I didn't get a phone until I was 14, and probably only because my mom needed a new one and got a deal on two. My brother didn't have one for a few more years since he had no friends.

It was a different time back in the early 2000s. Now I see 5 year olds with their own smartphones 😯

Yea way different times I see way too many tablet/smartphone kids younger than 10 these days. I am going to do my best to only do supervised screen time for learning purposes. No sceeens of her own until she is way older and even then might lock it down. Our timelines kind of similar I got my first PC when I was 9. I just kept playing with friends. There was no addictive social media or games. Even games now have no ending just continuously try to drain you. If I played a game it was to the finish and that was it. Early 2000s like you said were a different time.

Hope the pregnancy is going well and congratulations! I had my first child earlier this year. A blessing 🙏

if my kid was interested in programming, he would get all the screen time on a pc built for programming. but social media? hell. fucking. no.

would be a bit of work to figure out how to restrict the browser access but probably isn't that hard. just whitelist the good stuff, i think, and that would be that. stackexchange, go.dev, github, probably wouldun't be that complicated

of course my little one would be pushed to Go. haha, as if that would be in question. no javacrap for my kiddlywinks

Congratulations! 🥳

Yes, going great, less than 2 months left until our son will come out to play. We're really excited!

🙏 Enjoy it. I'm already looking back at pictures and saying wow she grew so fast 😂

thanks for sharing your experience with this. I have a question about when they were 10 and 12 for some clarity.

From your writing, it sounds like you implemented the same rules for both kids at the same time, despite them being 2 years apart. Were they using the same phone or did each have their own phone? Did you find that a 10 year old handle the same rules as the 12 year old?

again, very much appreciate your time!

You’re right about the age gap. They each had separate phones. But the rules were not so much rules as they were locked-down devices, pretty much bricked for anything that was fun or entertainment. The hardest part came later and is going on now. The 16-year-old watched the freedom gained at 17 by the 18-year-old, and the new complete freedom at 18. As siblings we can’t help but compare ourselves to one another. That earlier mass requested trust feels unfair at this point to the second born. But I’m holding fast. Age matters on this stuff.

thanks for the clarity. I still have many years until this challenge but I'll file away your insight for now. thanks again

Great approach. I may mirror. I haven’t even thought about this topic yet (mine are 4 and 7) but it’s something I need to consider eventually. I think you took a reasonable approach. 18 sounds about right for full freedom too. I don’t think any teen has any business with a phone before they are in middle school - and even then it must be super limited, as much as it will suck seeing their friends having unlimited access. But this is the price of being well adjusted and not a complete drone before you can even comprehend how you’re being used for the sake of a few billionaires.

A joy to look at.

The starting point should be simple, it should lie with the question:

How can our society be built and structured so that it offers our children a good society and community?
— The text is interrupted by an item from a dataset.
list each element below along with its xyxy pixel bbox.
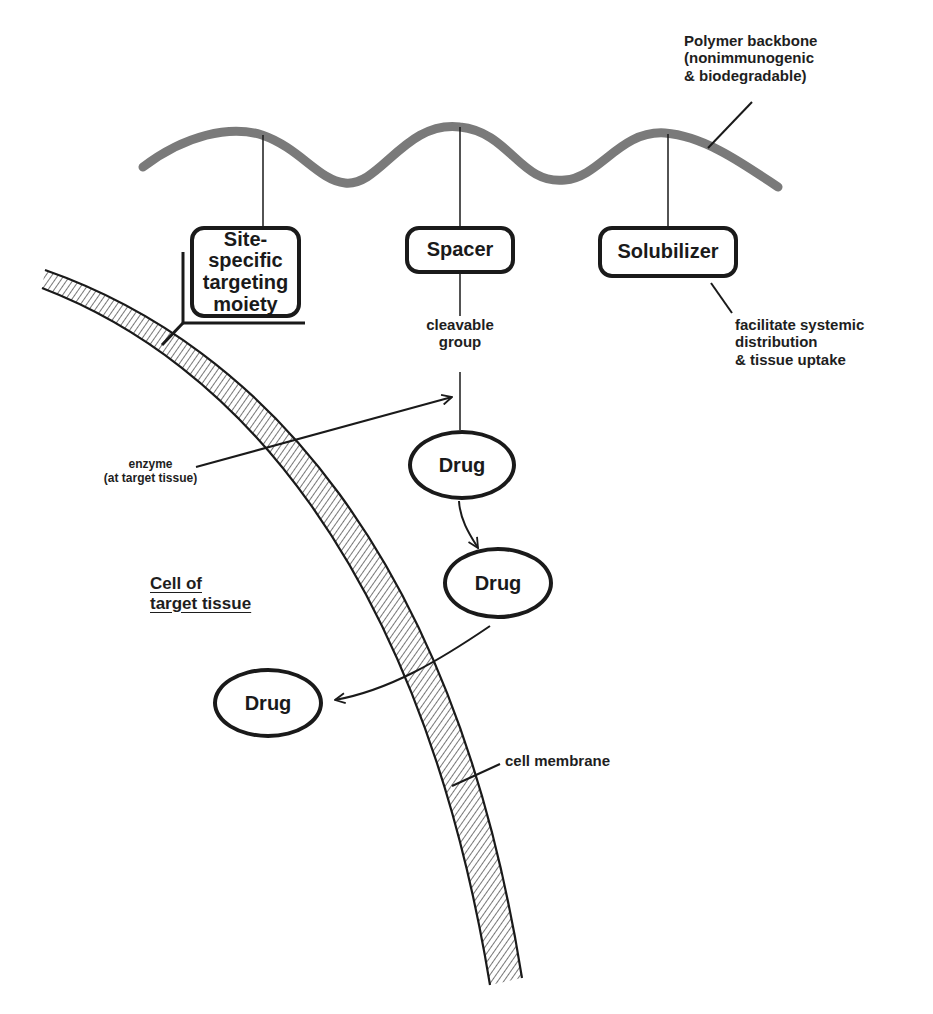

A good society should be the ability to make our children more true, smarter and better people than we are, it is a joy to look at.

The starting point of any political action is thus the question of expediency for our children. This is a radical change of perspective.

I had to bookmark this note

Thanks for sharing. I will defintely mirror it!!!

Did you also teach them the basics of digital privacy and security?

Indeed. Password properly, anonymity properly, nothing posted is private (even if made to look so), and what scams, shams and thieves look like. Always gaps in hindsight, but covered what I’ve been able to along the way.